Wisdom 3 It’s All in the Breathing

 I’m not sure if everyone gets the difference between what the world calls wisdom and the wisdom of God. There are 417 uses of the word wisdom in Scripture and amazingly they all find their resolution in one name, Jesus. What wisdom looks like is wrapped up in Him. That’s the difference between the world’s wisdom and God’s. One is a human intellectual concept subject to shifting cultural influences and nuanced adaptability. The second is the singular life of a Person. The world’s is adaptable, changeable and elusive while God’s is unchanging, non-negotiable, stable and eternally personal.

 But a refresher look into both is the frequent need we have to make sure we stay on course. It’s like looking at our respiratory system. We have lungs that depend on a balance of oxygen, nitrogen and other gasses. It seems oxygen is the really important ingredient. You see football players having trouble catching their breath after a strenuous play. They have oxygen tanks on the sidelines to replenish what they use up on the field.

 In the non-believing environment sin is the exhausting spiritual toxicity. It uses the spirits of fear and pride to keep depleting the spiritual air of an individual as he struggles to breathe in his relational environment. The secular world inhales and exhales the spirit of fear to energize its wisdom. Its major justification can be felt when someone defensively says, “I’m really a good person. My basic intention is to be good.” If we have a need to defend ourselves to ourselves and then to others, who is it we are defending ourselves from?

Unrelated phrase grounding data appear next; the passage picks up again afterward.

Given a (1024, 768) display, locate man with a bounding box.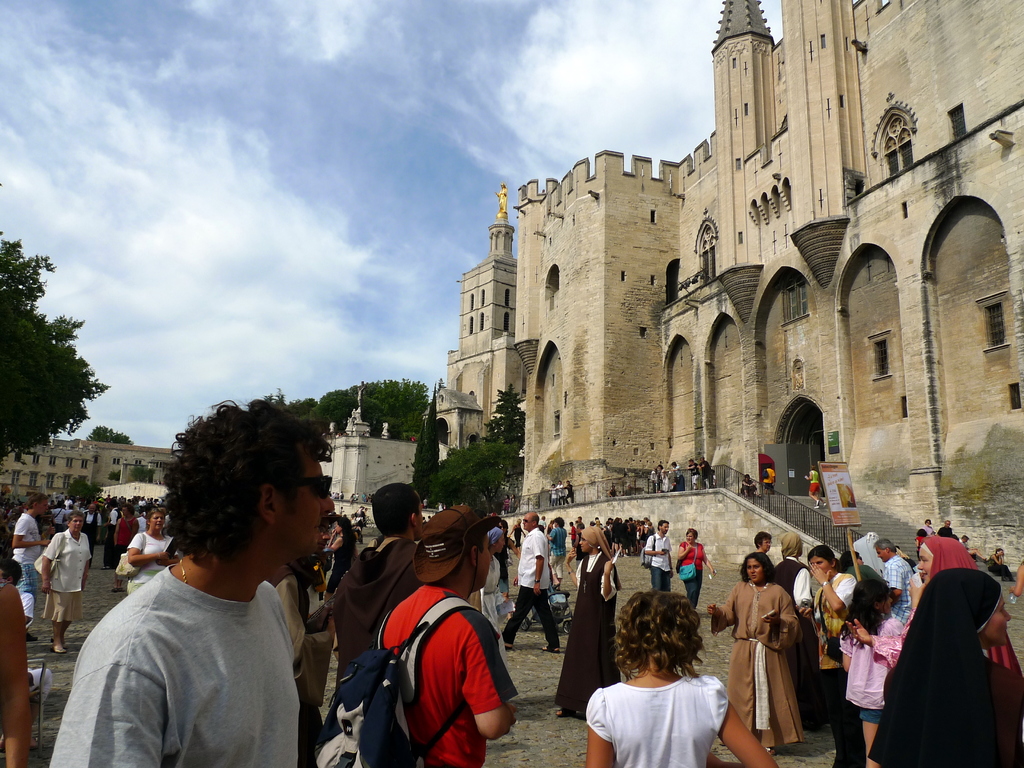
Located: (x1=554, y1=481, x2=565, y2=507).
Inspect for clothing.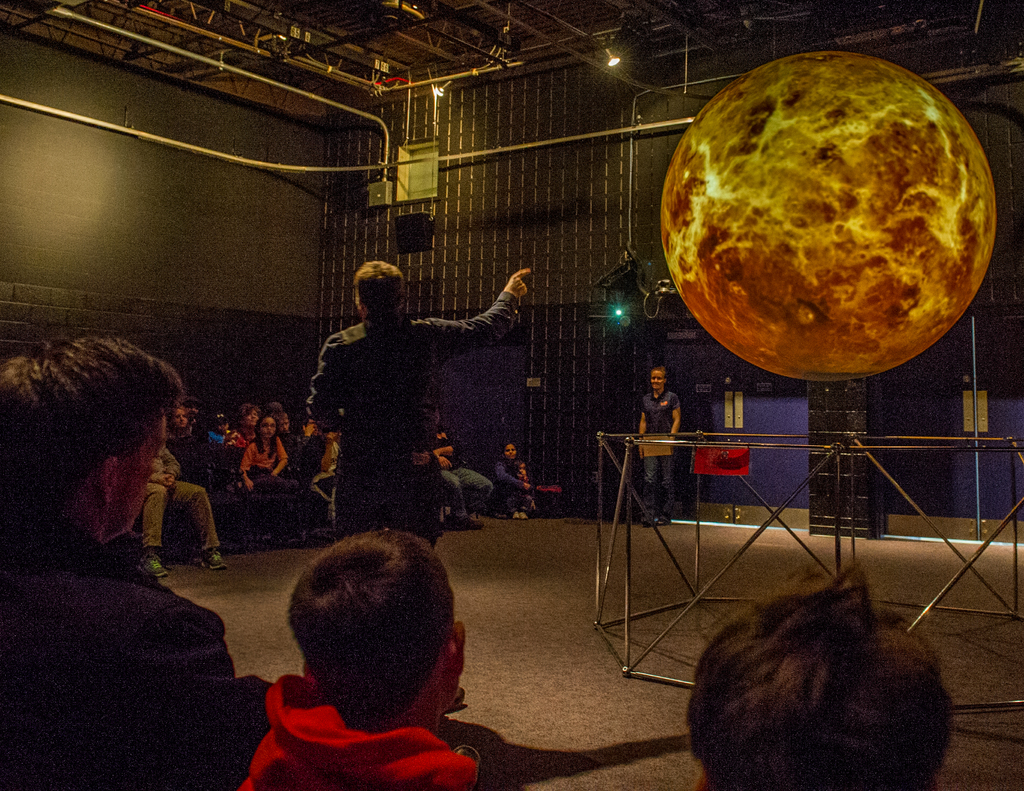
Inspection: [641,388,682,523].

 Defensiveness is the self-governing method based on fear and pride. Fear and pride are the spirits that drive persons inward, isolating them through the anxiety of facing relational, cultural and social conformity---alone. Fear and pride not only drive us to rationalizing our thoughts and behavior, but they drive us to do the same when we are being questioned by others.  The more defensive we are, the more we fear. When ‘fitting in’ is the primary principle for survival, the end is utter aloneness. Those who depend on it wear themselves out obeying it. You get so tired that all you want to do is withdraw, escape, be alone or in a safe place. It’s too demanding to be in any challenging social or relational experience that makes you feel uncomfortable. Every moment is taken up worrying about what other think, how others get ahead, learning the ‘ins-and-outs’ of relating without offending anyone and making one’s self acceptable and marketable. It’s a cold and merciless place when you fear. Pride’s wariness feeds on the fear of exposure to the suffocating attitudes and opinions of others who also are driven by the same secretive trepidation.

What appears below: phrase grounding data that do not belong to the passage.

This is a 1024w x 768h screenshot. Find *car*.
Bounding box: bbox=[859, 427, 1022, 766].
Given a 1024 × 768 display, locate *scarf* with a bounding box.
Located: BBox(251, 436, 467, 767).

 In the believing environment, where a living relationship with Jesus moderates, we have one eternal relational spirit, the Holy Spirit. Breathing the Holy Spirit brings love, joy, peace, patience, kindness, goodness, faithfulness, gentleness and self-control (Gal.5:22-23).   These are imbedded in the grace and truth that fill the mind, heart and spirit of a believer and the community of believers. A disciple of Jesus knows that it is through God’s Spirit of wisdom, we inhale and exhale those qualities in the moment they are needed.

 There is also a contrary methodology our spirit is given by the Holy Spirit to counter the world’s wisdom. There is a spiritual breathing cycle. Our spiritual exhalation is repentance. We repent which is exhaling our sins and inhaling the Spirit of forgiveness. The next step is exhaling our first impressions and inhaling the impressions the Holy Spirit moves in us. For instance, the way we see a person when we meet them if it’s through secular eyes. They have an ethnic look, a regional tone, an attitudinal bias, a socio-economic identity, an emotional bent and so on. As disciples of Jesus we simply see everyone as an image of God and go from there with the Spirit’s leading. A whole lot simpler, believe me.

 The world tries something else. It bids us to inhale its fear and we exhale it because without God, there is no other atmosphere. Without belief we just add to the fear of others and if they operate the same way it spreads to everyone around. But a disciple breathes in the Holy Spirit bringing God’s forgiveness for each future moment. Belief, trust and faith trump fear. They clear the spiritual air since the fruit of the Spirit enters the atmosphere around the disciple who is exhaling a different air, God’s grace. God’s grace, God’s love and God’s faith win the day.

 Remember this however. The spiritual result of a disciple’s momentary words and action is always positive. It may not be seen at the moment of delivery, but it will sink in. Sin is resistant, but, like an ice cube, will melt. It needs time and patience, part of the fruit of the Spirit. Just think, how long was it for each of us before we got it? And, hopefully, we recognize our ongoing need to relax and breathe in the Lord’s Spirit while we are on His way every day. That’s the part of ‘getting it’ determining how we grow in the Lord, which is wisdom from the Lord, which is spiritual, which is personal, which is relational, which is the discovery of the joy of the Lord, which is unfolding in every next moment when we step out in faith, which is……..you add your own testimony here.

 “The words of the wise are like goads, their collected sayings like firmly embedded nails---given by One Shepherd. Be warned, my son, of anything in addition to them (Eccl.12:11-12).”